Archimede Seguso, one of Murano’s twentieth-century masters, was part of a renowned family of Italian glassmakers since the fifteenth century. By the age of thirteen, Seguso was blowing glass for the Vetreria Artistica Barovier, where his father was a partner. After painstaking training in traditional Murano techniques, at the age of twenty he began producing his own pieces using a small furnace in the fireplace of his home. With his father Antonio, Napoleone Barovier, and others, he was a founding member of the Seguso Vetri d’Arte in 1932 and served as master glassblower, executing his own and Flavio Poli’s designs. Umberto Franzoi singled out one multi-paneled work, I Segni dello Zodiaco (“The Signs of the Zodiac”), on display at the Milan Triennale of 1937, as bearing the “unmistakable hallmarks of both artisans—the definition of profile and volume of Poli, the vibratile spontaneity and ethereal refinement of maesro Seguso” (Franzoi, 1991, p. 28). In 1947, Seguso formed the Vetreria Archimede Seguso where he was primo maestro. Inspired by the forms and techniques of the Novecento artists and glassmakers, he notably perfected the traditional Venetian latticino and filigrano techniques and adapted them to the styles of the times. Seguso was considered a sculptor for his modeling of thin blown and solid glass in the forms of animals and figures, often in bold contrasting colors and interweaving gold leaf. His versatility is evident by his wide range of creations, which included these small and much larger sculptures, tableware, portrait busts, and chandeliers.
References:
Roberto Aloi, L’arredamento moderno. Milan: U. Hoepli, 1934.

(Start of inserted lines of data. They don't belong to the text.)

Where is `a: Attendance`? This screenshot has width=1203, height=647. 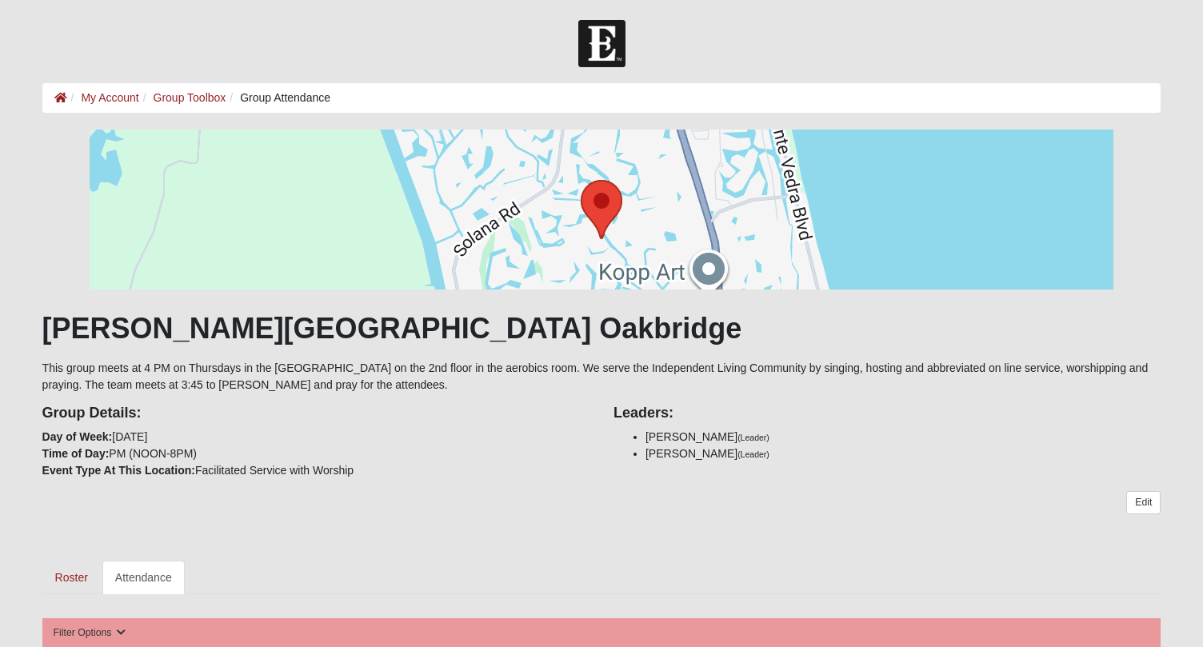 a: Attendance is located at coordinates (143, 577).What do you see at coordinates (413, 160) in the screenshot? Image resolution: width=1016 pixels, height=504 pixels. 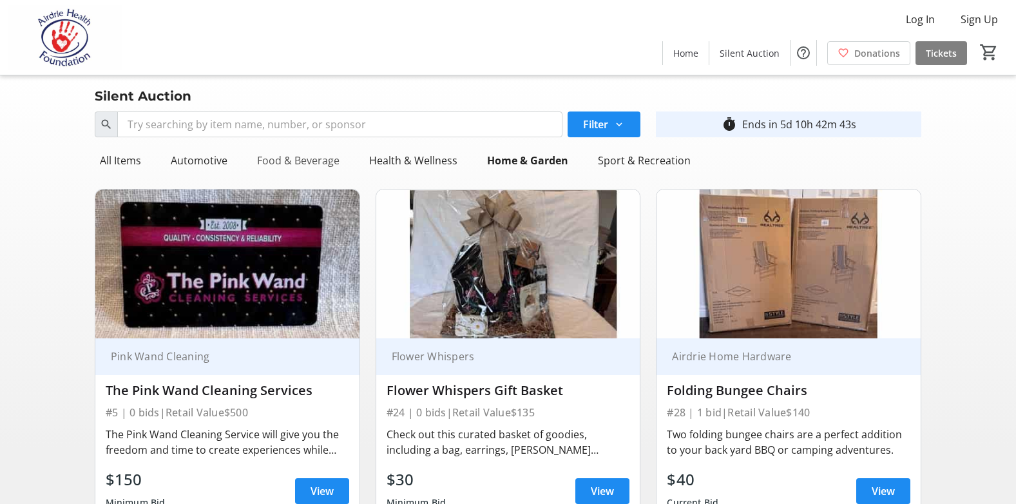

Umberto Franzoi, ed. Art Glass by Archimede Seguso (Venice: Arsenale, 1991).
Lenore Newman, “Seguso, Archimede,” in Design 1935-1965: What Modern Was (New York: Harry N. Abrams, 1991), 398.
Revere McFadden, David, et. al., Venetian Glass: The Nancy Olnick and Giorgio Spanu Collection (Milan and New York: Charta and the American Craft Museum, 2000), 242.